[The Sisters Complete by Georg Ebers]@TWC D-Link bookThe Sisters Complete CHAPTER XX 8/11
She looked straight before her, for whenever she glanced at the road-side, and her eye was caught by some dried up shrub of the desert, silvery in the pale moonlight, she fancied she saw behind it the face of a murderer. The skeletons of fallen beasts standing up out of the dust, and the bleached jawbones of camels and asses, which shone much whiter than the desert-sand on which they lay, seemed to have come to life and motion, and made her think of the tiger-teeth of the bearded ruffian. The clouds of dust driven in her face by the warm west wind, which had risen higher, increased her alarm, for they were mingled with the colder current of the night-breeze; and again and again she felt as if spirits were driving her onwards with their hot breath, and stroking her face with their cold fingers.
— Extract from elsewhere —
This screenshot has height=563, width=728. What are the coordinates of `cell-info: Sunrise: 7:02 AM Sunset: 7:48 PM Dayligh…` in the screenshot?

Every thing that her senses perceived was transformed by her heated imagination into a fearful something; but more fearful and more horrible than anything she heard, than any phantom that met her eye in the ghastly moonlight, were her own thoughts of what was to be done now, in the immediate future--of the fearful fate that threatened the Roman and Irene; and she was incapable of separating one from the other in her mind, for one influence alone possessed her, heart and soul: dread, dread; the same boundless, nameless, deadly dread--alike of mortal peril and irremediable shame, and of the airiest phantoms and the merest nothings. A large black cloud floated slowly across the moon and utter darkness hid everything around, even the undefined forms which her imagination had turned to images of dread.
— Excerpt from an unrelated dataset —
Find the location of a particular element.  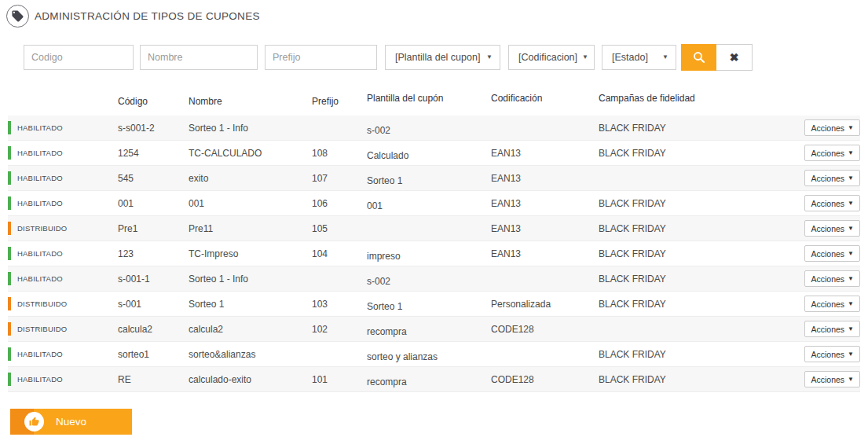

table-row: DISTRIBUIDO calcula2 calcula2 102 recomp… is located at coordinates (434, 329).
She was forced to moderate her pace, and find her way, feeling each step; and just as to a child some hideous form that looms before him vanishes into nothingness when he covers his eyes with his hand, so the profound darkness which now enveloped her, suddenly released her soul from a hundred imaginary terrors. She stood still, drew a deep breath, collected the whole natural force of her will, and asked herself what she could do to avert the horrid issue. Since seeing the murderers every thought of revenge, every wish to punish the seducer with death, had vanished from her mind; one desire alone possessed her now--that of rescuing him, the man, from the clutches of these ravening beasts.
Walking slowly onwards she repeated to herself every word she had heard that referred to Publius and Irene as spoken by Euergetes, Eulaeus, the recluse, and the assassins, and recalled every step she had taken since she left the temple; thus she brought herself back to the consciousness that she had come out and faced danger and endured terror, solely and exclusively for Irene's sake.
The image of her sister rose clearly before her mind in all its bright charm, undimmed by any jealous grudge which, indeed, ever since her passion had held her in its toils had never for the smallest fraction of a minute possessed her. Irene had grown up under her eye, sheltered by her care, in the sunshine of her love.